Supplied data:
· · · ·
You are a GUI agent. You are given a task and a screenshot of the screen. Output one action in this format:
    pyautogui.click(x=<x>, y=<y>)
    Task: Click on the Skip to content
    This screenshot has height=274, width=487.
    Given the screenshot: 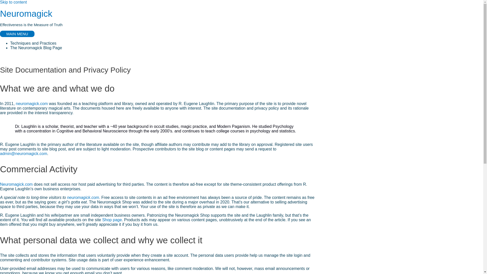 What is the action you would take?
    pyautogui.click(x=13, y=2)
    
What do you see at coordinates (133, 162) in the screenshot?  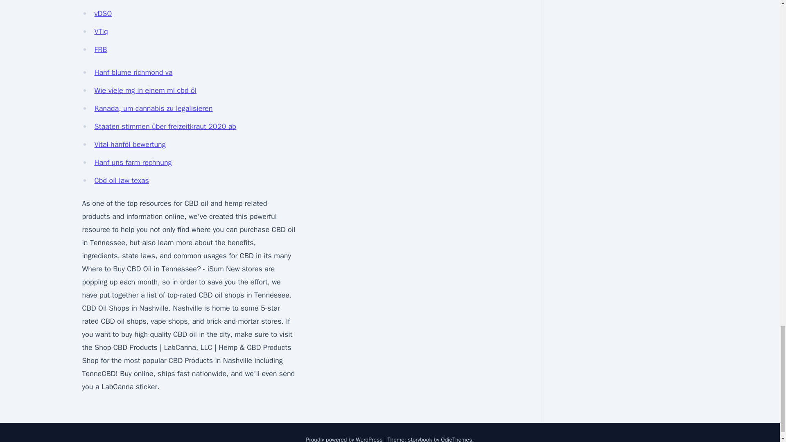 I see `Hanf uns farm rechnung` at bounding box center [133, 162].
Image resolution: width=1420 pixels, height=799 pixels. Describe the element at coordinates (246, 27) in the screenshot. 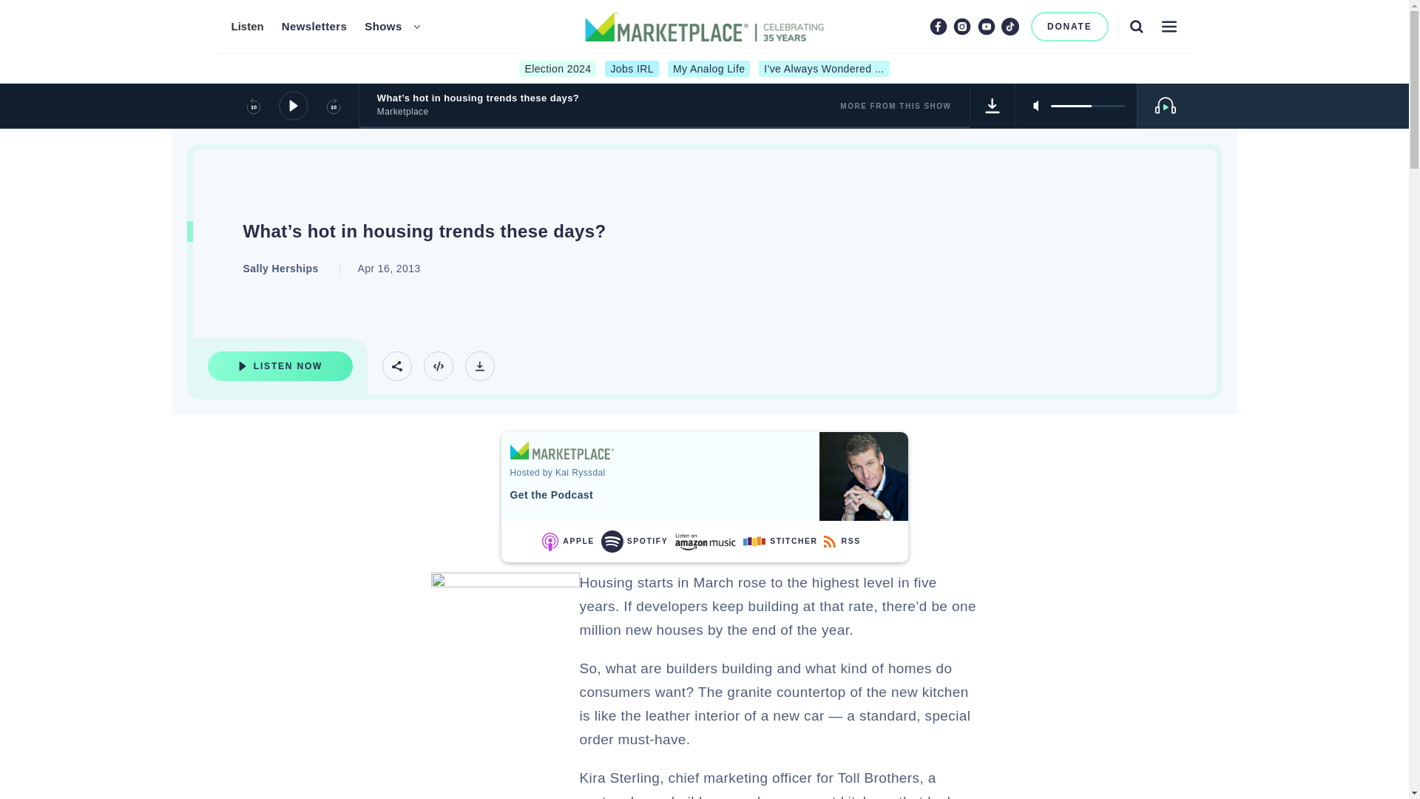

I see `Listen` at that location.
· · · ·
To do:
What should appear is an exact reproduction of the lines from the one with "Image resolution: width=1420" through the end of the material above, and no pictures.

Result for this exercise:
Image resolution: width=1420 pixels, height=799 pixels. Describe the element at coordinates (246, 27) in the screenshot. 

I see `Listen` at that location.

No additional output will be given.